I played on a collegiate team so much of my day revolved around the campus (at least during the summer and Fall). The last thing I wanted after a busy day (including work) was a roommate and a noisy apartment complex. I got enough of that on the travel bus and motels. If my friends and I had the free time and 2 nickels to rub together we painted the town as best we could. Otherwise we retired to our individual vacation retreats (aka home). We had our fill of school during the day.

This discussion sounds very much like city versus suburbs. Some people are willing to pay more money for smaller living quarters in exchange for the atmosphere of city life. Others prefer the genteel life of the suburbs as a buffer from the atmosphere of city life.

The only times I ever “lived” in a dorm were: (a) middle school band camp at the local university and (b) when I got wasted and passed out on their floor.

My parents kicked me out before college, so I already had a place. I never really needed to live on campus, though it would have been nice so I could have met more people. Oh, well.

This is just ridiculous from start to finish. The job of a university is to provide an education. Life experiences and such is not their job and more importantly not something they should be allowed to choose which ones someone should or should not have.

What about people who really, really want to experience life off campus?

I personally think that anyone who did not spend all their college years living on their own is unqualified to comment on its merits. (I.e., just put the shoe on the other foot here and see things from other people’s perspectives for once!)

Like I’ve said before, what if it went the other way: 51 percent liked living off campus and forced everyone else to go along with that. Would that be fair? Of course not. Why is it fair if 51 percent thought living on campus was great and forced everyone to follow them?

And don’t get me started on this “prestigious school” nonsense.

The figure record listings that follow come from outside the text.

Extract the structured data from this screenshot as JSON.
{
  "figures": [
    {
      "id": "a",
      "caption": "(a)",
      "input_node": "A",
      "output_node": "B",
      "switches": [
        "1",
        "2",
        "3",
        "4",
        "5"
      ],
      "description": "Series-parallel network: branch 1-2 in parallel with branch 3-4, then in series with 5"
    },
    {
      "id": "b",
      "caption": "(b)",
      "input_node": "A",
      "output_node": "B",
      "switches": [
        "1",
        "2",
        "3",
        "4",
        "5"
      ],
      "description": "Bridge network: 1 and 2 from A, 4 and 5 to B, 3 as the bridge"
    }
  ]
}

This is a major source of problems for residential life staff. Since houses have gotten bigger as families have gotten smaller fewer and fewer students have any experiance sharing a bedroom (or even a bathroom) with someone else for more that a few days at a time. I never did and I absolutely hated living in a dorm freshman year. I never even had to deal with community bathrooms (I was in a suite), but ended up sleeping though those damn biweekly 3:00am fire drills.

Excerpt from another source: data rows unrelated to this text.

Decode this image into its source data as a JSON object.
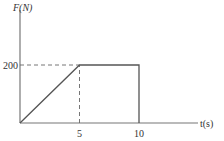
{
  "chart_data": {
    "type": "line",
    "title": "",
    "xlabel": "t(s)",
    "ylabel": "F(N)",
    "x": [
      0,
      5,
      10,
      10
    ],
    "series": [
      {
        "name": "F(t)",
        "values": [
          0,
          200,
          200,
          0
        ]
      }
    ],
    "xticks": [
      {
        "value": 5,
        "label": "5"
      },
      {
        "value": 10,
        "label": "10"
      }
    ],
    "yticks": [
      {
        "value": 200,
        "label": "200"
      }
    ],
    "guides": [
      {
        "type": "horizontal-dashed",
        "from_x": 0,
        "to_x": 5,
        "y": 200
      },
      {
        "type": "vertical-dashed",
        "x": 5,
        "from_y": 0,
        "to_y": 200
      }
    ],
    "xlim": [
      0,
      15
    ],
    "ylim": [
      0,
      350
    ],
    "grid": false,
    "legend": "none"
  }
}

See, that’s the problem I have with university residential life. You don’t interact with all types of people, you interact almost exclusively with people from 18 to 22 years of age from predominantly middle class families. Sure, they come from different towns, some may even come from different countries, but as you said yourself further up the thread, the purpose is assimilation. It’s a cloister. (Almost literally in schools with separate dorms by sex.) I don’t believe that students who are out in the world are lacking that experience.

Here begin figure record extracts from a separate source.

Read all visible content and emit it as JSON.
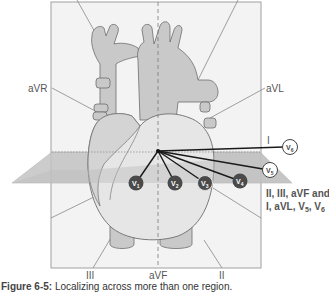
{
  "figure": {
    "caption_label": "Figure 6-5:",
    "caption_text": " Localizing across more than one region."
  },
  "leads": {
    "aVR": "aVR",
    "aVL": "aVL",
    "I": "I",
    "III": "III",
    "aVF": "aVF",
    "II": "II"
  },
  "precordial": [
    {
      "id": "V1",
      "base": "V",
      "sub": "1",
      "style": "filled"
    },
    {
      "id": "V2",
      "base": "V",
      "sub": "2",
      "style": "filled"
    },
    {
      "id": "V3",
      "base": "V",
      "sub": "3",
      "style": "filled"
    },
    {
      "id": "V4",
      "base": "V",
      "sub": "4",
      "style": "filled"
    },
    {
      "id": "V5",
      "base": "V",
      "sub": "5",
      "style": "outline"
    },
    {
      "id": "V6",
      "base": "V",
      "sub": "6",
      "style": "outline"
    }
  ],
  "annotation": {
    "line1": "II, III, aVF and",
    "line2_prefix": "I, aVL, V",
    "line2_sub1": "5",
    "line2_mid": ", V",
    "line2_sub2": "6"
  },
  "colors": {
    "frame_fill": "#f2f2f2",
    "frame_stroke": "#9a9a9a",
    "heart_fill": "#c9c9c9",
    "heart_light": "#ececec",
    "plane_fill": "#bdbdbd",
    "lead_line": "#1a1a1a",
    "electrode_fill": "#4a4a4a",
    "annotation_text": "#5a5a5a"
  }
}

My university was also quite distinct in this way, and I will grant that other schools have their own demographic anomalies. At the school I attended, the vast majority of campus residents were white and from small towns, or international students, who were the comparatively wealthy kids from India and China. The real diversity was in the commuters, who were often first-generation university students from the city, who were balancing work and school. Many were from traditional backgrounds that did not encourage leaving home before marriage, and a lot just couldn’t have afforded it. Most of us also simply weren’t from cultures that considered the residence experience a part of growing up, like birthday parties and summer camp.

Of course, I’m not from the U.S. and as has been pointed out, it really is a distinctly American tradition.

As Hippy Hollow mentioned above, the US model of dorm living originates in the residential college system of Oxford and Cambridge. But per this list, residential colleges exist at various schools in Europe, Asia, Australia and Canada, as well as the US.

Now, the dormitories at most schools are not full-fledged residential colleges. But they do help to establish a sense of community.